1 Peter 1:3-5 “Blessed be the God and Father of our Lord Jesus Christ! According to his great mercy, he has caused us to be born again to a living hope through the resurrection of Jesus Christ from the dead,to an inheritance that is imperishable, undefiled, and unfading, kept in heaven for you, who by God’s power are being guarded through faith for a salvation ready to be revealed in the last time.”
Have you ever thought about the trajectory of your life? Have you thought about where your life is headed or how it will all end up? If not, don’t you think you should, for it WILL all end someday – and perhaps much sooner than you think?
One of the things that we all need to function in this world is a word that appears in the verse above. It’s the word “hope.” The definition of the Greek word from which the word “hope” is translated in this verse is, “to anticipate, usually with pleasure; expectation or confidence” (Strong’s Concordance). It’s an optimistic look to the future. It’s a positive expectation about where things will one day end up. So, a question for you if you aren’t a Christian, in what have you placed your hope? Do you realize that whatever it is, if it’s not rooted in something you’re certain of, it could more appropriately be called “wishful thinking” rather than hope? For what, exactly, are you certain of? As they say, in this life NOTHING is certain – except death and taxes, and there’s not much hope in them!

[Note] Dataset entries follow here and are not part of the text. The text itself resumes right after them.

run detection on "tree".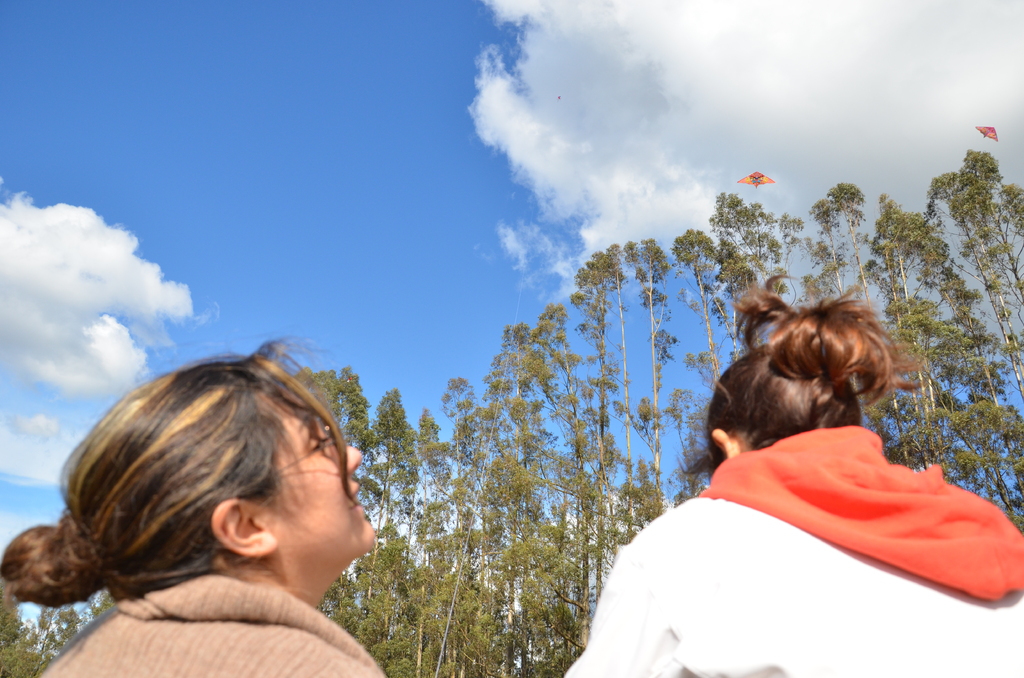
Result: 319 362 359 636.
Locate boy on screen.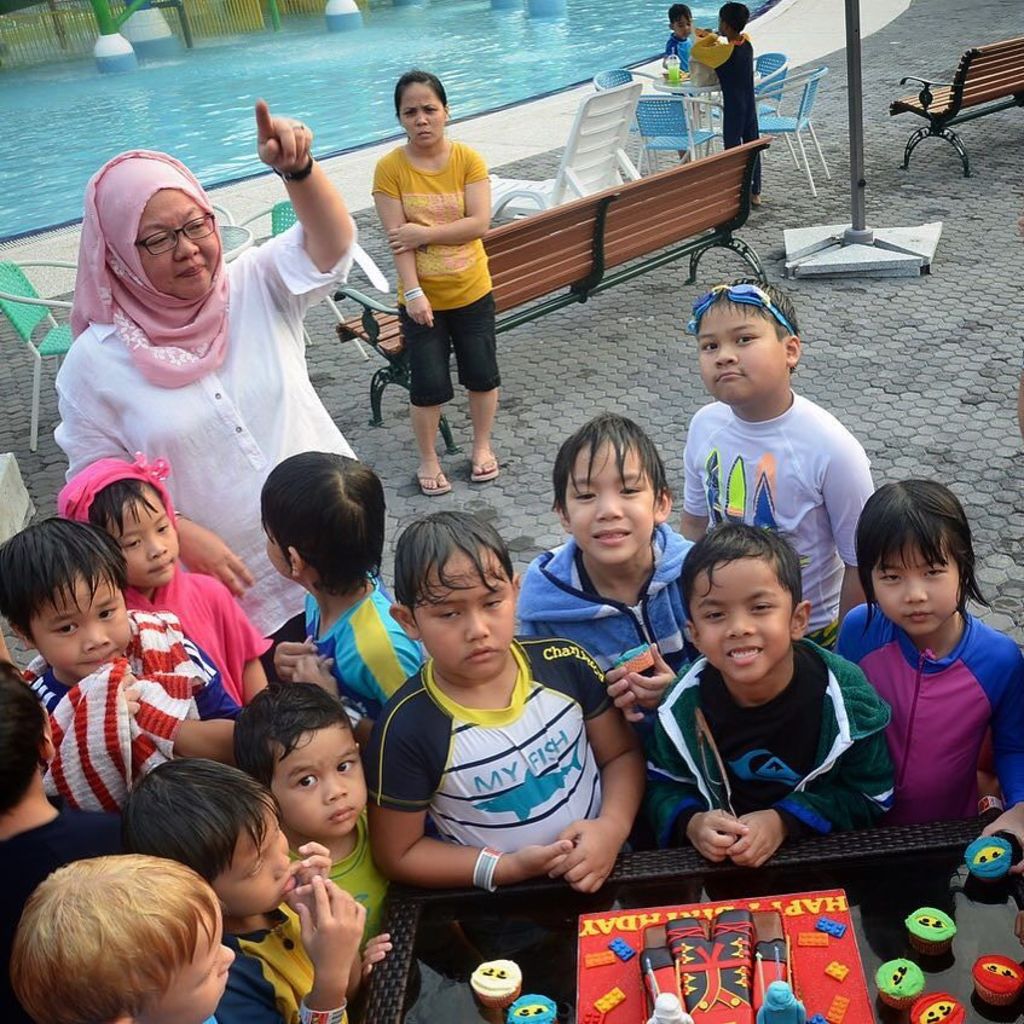
On screen at locate(672, 276, 870, 659).
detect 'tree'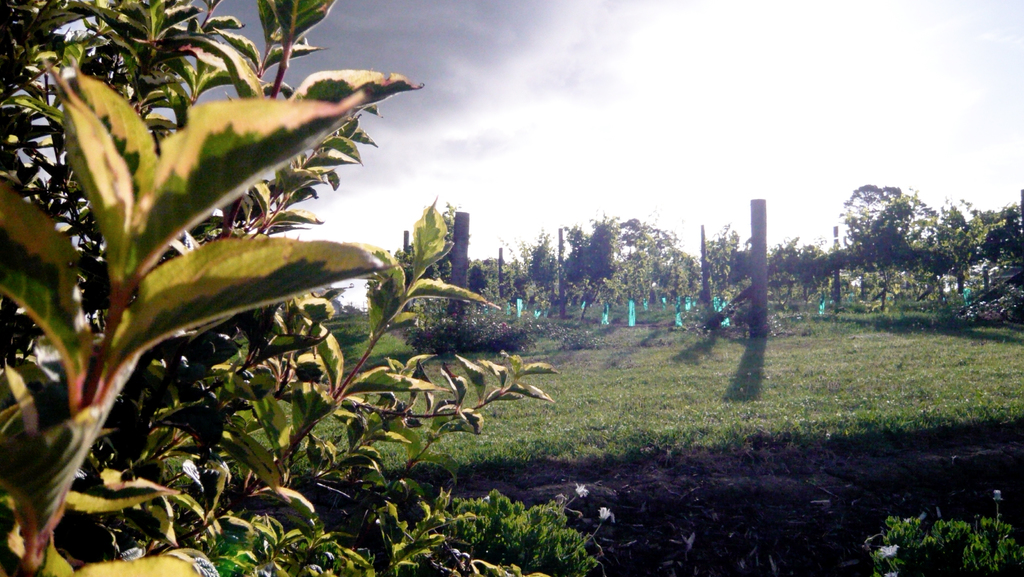
locate(779, 183, 1023, 337)
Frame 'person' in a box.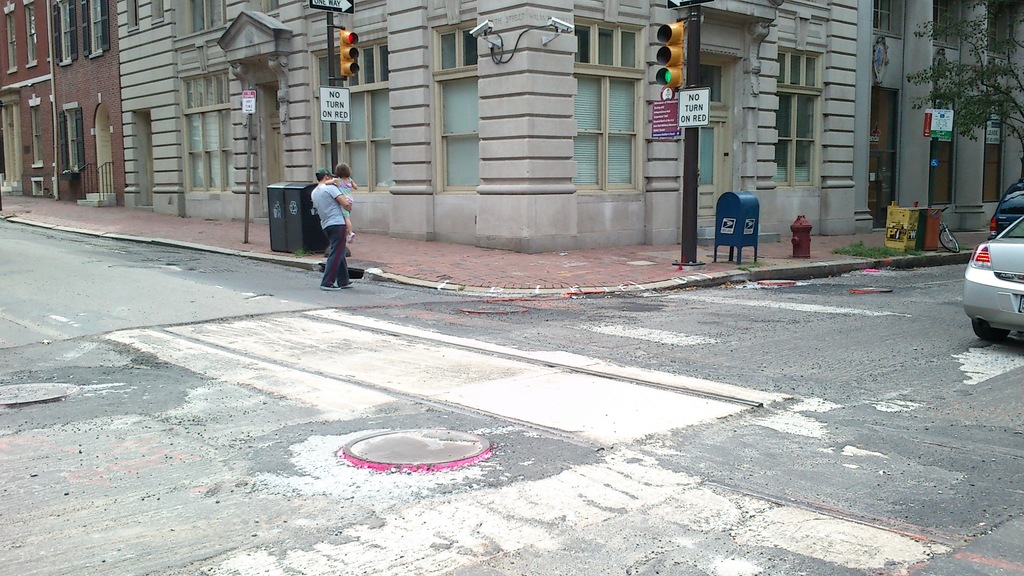
box(323, 162, 356, 246).
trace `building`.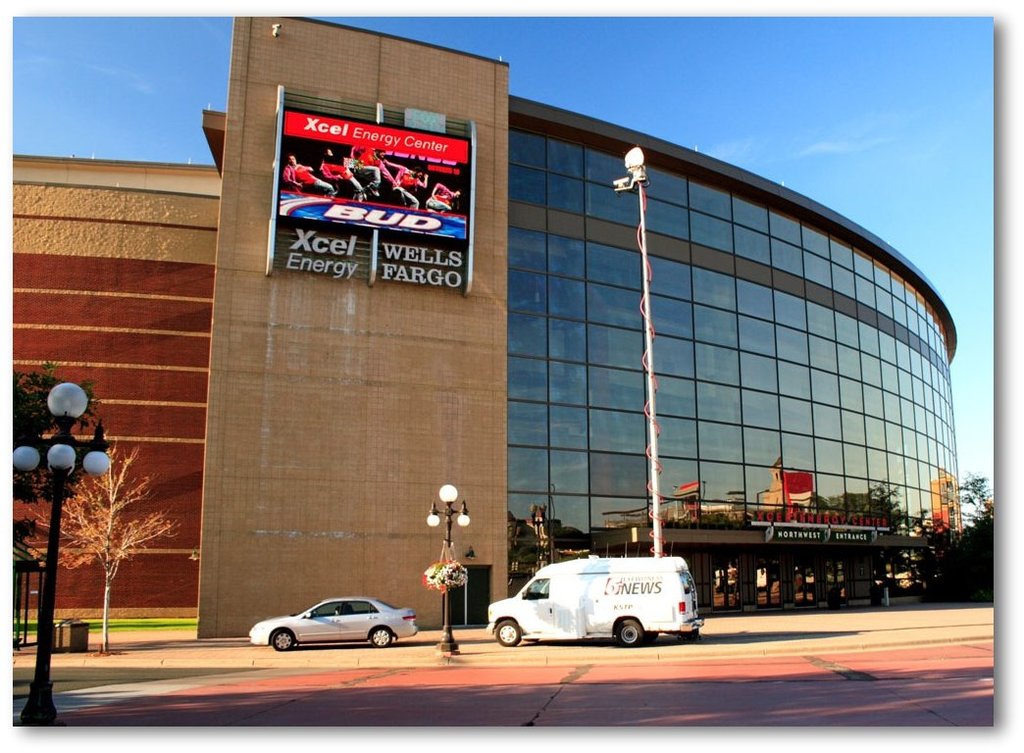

You see, we live in a temporary world. As Jesus has told us, this world and everything in it will one day pass away (Matthew 24:35). If that’s true, how much hope can we place in anything in this life – and worse, what hope is there for anyone beyond the grave? In 1 Thessalonians 4:13 Paul talks about the sorrow of death for those in the world “which have no hope.” And if there’s no hope in death, then the apostle Paul says our attitude might as well be “let us eat and drink, for tomorrow we die” (1 Corinthians 15:32). Indeed, if we know that “we brought nothing into the world, and we cannot take anything out of the world” (1 Timothy 6:7), then what’s the reason for hope? What real hope is there if we will lose it all in the end? What hope if in the end we will lose even our own life? It’s all so temporary!
All hopes are sure to fade – at least if that’s all there is to it and if that’s the real trajectory of everyone’s life. But is it? Or is what Peter talks about in the passage above the way things really are? Is there something that is called a “living hope,” something that doesn’t die and pass away in the end? Is there hope beyond the grave?
Well, to these questions the Bible gives us a resounding “Yes!” Not only is there something beyond the things we can see with our eyes that are all passing away, but there are things God has told every believer that he or she will inherit that are “imperishable, undefiled, and unfading, kept in heaven for you.” It is these things for which the believer hopes – things that the Bible calls, “a sure and steadfast anchor of the soul” (Hebrews 16:9). It’s God’s sure promise of where the life of the believer is certain to end up.
In the book of Job, we have a picture of this. Here was a man who had lost almost everything in this life – his wealth, his health, and even his children. At this his wife encouraged him to just give up, to curse God and die. Life had lost all its meaning for him – at least that’s how it looked in her eyes. But somehow Job had hope. Why? Because his eyes were on the invisible – he trusted in God. And what was the result? God, “blessed the latter days of Job more than his beginning” (Job 42:12). And while this was referring to Job’s latter days on earth, for the believer these words extend even beyond the grave, for they are true for all eternity.
So, is that your trajectory in life? Is that where you know you’ll end up? You see, that’s the certain hope that is available to those who are born again. It’s the living hope of those who believe.